In celebration of their fifth anniversary, The Very Loud Indeed Co. have announced a sale across their range of cinematic scoring and sound-design tools.

The first formal collaboration between the two brands will see a selection of the UK-based sampling experts’ virtual instruments made available within Akai’s MPC ecosystem.

Revealed at The NAMM Show 2026, Shure’s new KSM mic series promises to deliver “lifelike fidelity” in a thoughtfully engineered design that’s been crafted with musicians and studio professionals in mind.

Metamorph V1.1 introduces the ability to import third-party RVC (Retrieval-based Voice Conversion) models, opening up a whole host of new creative possibilities while maintaining the security and privacy offered by the softwares offline local processing.

Recorded during the sessions for the developer's Panorama Acoustic Kontakt library, Pure Nylon delivers the same warm tone and musical detail, but reimagined for Soundbox’s MPE-capable platform.

Described as “a musician by your side”, the latest addition to the Celemony line-up brings together a huge collection of musical phrases played by some of the world’s top session players, all of which can be adapted to play in any song, regardless of its chord sequence, tempo or groove.

Nostalgia Reborn brings together more than 4500 samples drawn from over four decades of electronic instruments, delivering an all-in-one genre-spanning collection that promises to fit into just about any modern production.

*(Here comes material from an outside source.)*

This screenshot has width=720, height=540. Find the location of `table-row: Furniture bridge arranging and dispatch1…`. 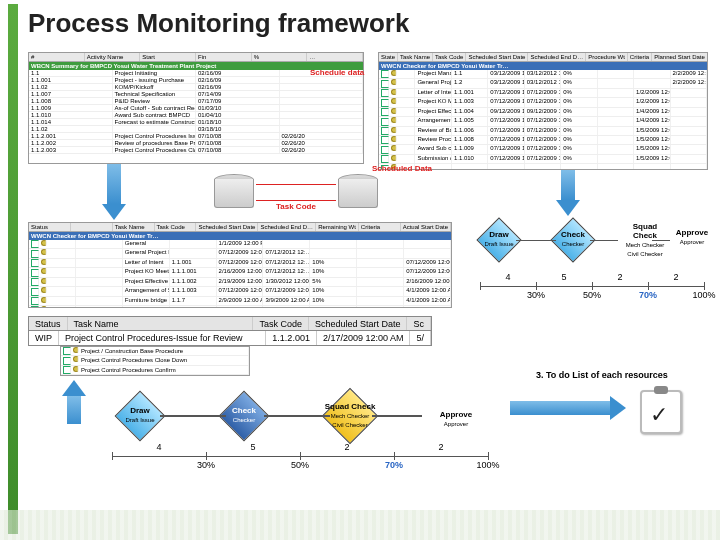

The IPS Training Weekend 2026 will include a whole host of talks led by industry experts, along with spatial audio listening rooms and a number of lounge and bar areas for socialising and networking.
The area behind an acoustic baffle on the opposite side from the sound source where the sound level is greatly reduced due to sound diffracting around the baffle.
A signal processing technique first conceived by Alan Blumlein to correct for spatial imaging anomalies inherent in stereo microphone arrays and loudspeaker monitoring. All shuffling processes involve frequency-dependent adjustments to the width of a stereo signal at different frequencies.